Tele2 AB (Nasdaq: TLTO), Telenor Group (Nasdaq: TELN), Google (Nasdaq: GOOG), and Three UK provide that Monday morning feeling in today's roundup of Euro telecom news nuggets.
Also on the LTE front, Moscow News reports -- citing Vedomosti -- that RZD, the company that runs Russia's railways, has revealed it may bid for an LTE license. According to the report, RZD thinks that having its own LTE network would help it fight terrorism.

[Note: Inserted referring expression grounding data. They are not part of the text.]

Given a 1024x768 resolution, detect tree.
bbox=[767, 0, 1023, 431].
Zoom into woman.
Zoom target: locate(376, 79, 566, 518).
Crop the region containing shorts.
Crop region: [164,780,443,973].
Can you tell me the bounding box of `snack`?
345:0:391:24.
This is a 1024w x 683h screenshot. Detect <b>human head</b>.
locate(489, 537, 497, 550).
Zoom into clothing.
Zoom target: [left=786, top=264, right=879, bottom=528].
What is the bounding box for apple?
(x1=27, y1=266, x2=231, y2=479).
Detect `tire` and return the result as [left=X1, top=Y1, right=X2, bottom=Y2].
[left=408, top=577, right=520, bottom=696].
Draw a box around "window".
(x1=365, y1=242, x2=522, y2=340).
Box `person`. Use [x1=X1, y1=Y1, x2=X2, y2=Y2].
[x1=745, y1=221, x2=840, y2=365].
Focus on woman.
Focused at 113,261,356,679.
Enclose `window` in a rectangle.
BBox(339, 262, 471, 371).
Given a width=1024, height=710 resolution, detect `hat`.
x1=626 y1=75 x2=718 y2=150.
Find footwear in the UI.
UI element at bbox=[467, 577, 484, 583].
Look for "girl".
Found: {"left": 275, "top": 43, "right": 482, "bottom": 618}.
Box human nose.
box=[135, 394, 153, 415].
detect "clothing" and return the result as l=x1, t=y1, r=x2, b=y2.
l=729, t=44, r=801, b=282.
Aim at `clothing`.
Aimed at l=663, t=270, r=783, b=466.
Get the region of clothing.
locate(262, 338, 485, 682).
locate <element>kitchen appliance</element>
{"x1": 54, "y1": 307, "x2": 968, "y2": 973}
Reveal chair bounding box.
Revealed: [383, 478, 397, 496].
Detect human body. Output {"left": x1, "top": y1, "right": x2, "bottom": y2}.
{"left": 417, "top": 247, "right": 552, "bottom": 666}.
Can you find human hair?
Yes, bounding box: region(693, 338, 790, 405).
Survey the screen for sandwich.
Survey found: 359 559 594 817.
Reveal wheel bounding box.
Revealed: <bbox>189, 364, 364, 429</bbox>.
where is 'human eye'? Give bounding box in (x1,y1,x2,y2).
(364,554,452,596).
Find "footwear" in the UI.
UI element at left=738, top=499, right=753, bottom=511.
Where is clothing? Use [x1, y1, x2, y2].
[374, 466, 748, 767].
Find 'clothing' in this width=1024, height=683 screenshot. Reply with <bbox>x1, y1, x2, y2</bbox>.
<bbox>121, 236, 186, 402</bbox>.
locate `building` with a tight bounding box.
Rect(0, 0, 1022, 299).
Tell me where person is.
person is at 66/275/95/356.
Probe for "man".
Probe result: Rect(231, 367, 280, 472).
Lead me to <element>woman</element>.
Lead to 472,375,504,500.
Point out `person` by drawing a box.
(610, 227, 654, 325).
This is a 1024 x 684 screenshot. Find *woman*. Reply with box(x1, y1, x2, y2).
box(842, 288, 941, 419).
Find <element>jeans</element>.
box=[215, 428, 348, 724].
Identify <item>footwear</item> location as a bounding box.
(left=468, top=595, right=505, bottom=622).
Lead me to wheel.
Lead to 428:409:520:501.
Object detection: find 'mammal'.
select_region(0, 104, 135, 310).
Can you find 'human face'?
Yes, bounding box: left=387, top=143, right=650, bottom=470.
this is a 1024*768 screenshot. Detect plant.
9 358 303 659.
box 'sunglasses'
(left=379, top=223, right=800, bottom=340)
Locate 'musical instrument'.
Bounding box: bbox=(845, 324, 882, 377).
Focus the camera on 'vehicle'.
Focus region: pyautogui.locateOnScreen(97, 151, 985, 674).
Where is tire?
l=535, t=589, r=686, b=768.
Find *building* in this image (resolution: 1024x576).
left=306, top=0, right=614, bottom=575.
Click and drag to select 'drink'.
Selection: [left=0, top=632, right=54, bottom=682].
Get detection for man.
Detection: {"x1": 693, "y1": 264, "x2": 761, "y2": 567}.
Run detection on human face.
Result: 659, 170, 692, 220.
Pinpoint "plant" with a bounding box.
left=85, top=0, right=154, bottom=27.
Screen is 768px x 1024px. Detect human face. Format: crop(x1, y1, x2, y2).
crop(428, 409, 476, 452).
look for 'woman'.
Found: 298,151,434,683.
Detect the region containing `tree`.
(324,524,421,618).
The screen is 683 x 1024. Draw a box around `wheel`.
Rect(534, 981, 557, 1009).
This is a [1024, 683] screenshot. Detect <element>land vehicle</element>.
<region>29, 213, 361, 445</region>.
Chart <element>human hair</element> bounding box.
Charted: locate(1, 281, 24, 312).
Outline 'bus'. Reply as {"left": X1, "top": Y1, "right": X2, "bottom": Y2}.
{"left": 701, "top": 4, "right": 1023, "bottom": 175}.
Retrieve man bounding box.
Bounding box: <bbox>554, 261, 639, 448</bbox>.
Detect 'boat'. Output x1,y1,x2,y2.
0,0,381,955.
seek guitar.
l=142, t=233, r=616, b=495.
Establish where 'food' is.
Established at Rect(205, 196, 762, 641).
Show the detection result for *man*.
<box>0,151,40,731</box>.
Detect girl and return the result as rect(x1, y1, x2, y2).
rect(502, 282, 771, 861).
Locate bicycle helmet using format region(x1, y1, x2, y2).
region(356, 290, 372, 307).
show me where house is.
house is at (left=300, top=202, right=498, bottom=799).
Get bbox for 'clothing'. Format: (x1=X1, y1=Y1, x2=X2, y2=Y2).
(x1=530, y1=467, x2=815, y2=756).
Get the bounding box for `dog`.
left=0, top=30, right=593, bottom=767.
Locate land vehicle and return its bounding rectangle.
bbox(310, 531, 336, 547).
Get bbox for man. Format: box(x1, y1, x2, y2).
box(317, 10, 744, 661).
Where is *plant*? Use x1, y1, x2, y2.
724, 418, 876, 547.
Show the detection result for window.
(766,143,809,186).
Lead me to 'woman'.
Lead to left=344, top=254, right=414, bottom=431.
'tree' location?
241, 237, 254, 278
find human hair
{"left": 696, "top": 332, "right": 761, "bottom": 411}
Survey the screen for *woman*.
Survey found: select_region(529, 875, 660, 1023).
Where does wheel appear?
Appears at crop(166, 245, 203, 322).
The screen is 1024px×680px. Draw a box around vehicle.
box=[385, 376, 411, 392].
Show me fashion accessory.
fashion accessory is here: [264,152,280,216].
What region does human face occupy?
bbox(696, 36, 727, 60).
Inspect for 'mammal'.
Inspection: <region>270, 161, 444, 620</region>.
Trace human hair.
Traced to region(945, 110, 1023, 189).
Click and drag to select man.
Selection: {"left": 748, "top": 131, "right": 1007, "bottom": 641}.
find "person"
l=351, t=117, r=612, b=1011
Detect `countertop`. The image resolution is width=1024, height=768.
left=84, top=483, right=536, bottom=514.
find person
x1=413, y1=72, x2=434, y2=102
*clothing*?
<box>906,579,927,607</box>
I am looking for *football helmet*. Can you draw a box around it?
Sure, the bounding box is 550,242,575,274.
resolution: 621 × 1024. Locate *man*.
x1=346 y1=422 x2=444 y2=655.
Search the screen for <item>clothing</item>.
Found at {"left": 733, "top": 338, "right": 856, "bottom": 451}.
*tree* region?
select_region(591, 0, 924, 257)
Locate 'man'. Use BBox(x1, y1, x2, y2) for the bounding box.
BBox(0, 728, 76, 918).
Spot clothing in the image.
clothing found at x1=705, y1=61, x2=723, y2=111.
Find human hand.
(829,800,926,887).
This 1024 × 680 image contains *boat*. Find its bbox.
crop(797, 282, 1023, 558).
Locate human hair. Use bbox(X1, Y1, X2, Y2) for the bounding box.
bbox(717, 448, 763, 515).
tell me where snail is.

Poland is the latest European nation to become decidedly disgruntled with Google's Street View mapping/world domination program, reports Warsaw Business Journal. The Website, citing daily newspaper Dziennik Gazeta Prawna, says that Poland's Inspector General for Personal Data Protection is demanding that the search giant destroys its source photographs immediately after they are uploaded to the Internet. (See Google's Apology, Remixed, Euronews: Oct. 25, and Euronews: Sept. 22.)
Mobile operator 3 is removing a couple of bricks from the paywall that Rupert Murdoch recently constructed around his UK broadsheet newspapers, The Times and The Sunday Times, by offering new customers three months' free access to the online content. After that time, however, the bricks go back in and access will cost £2 (US$3.20) per week. (See 3 Teams With The Times.)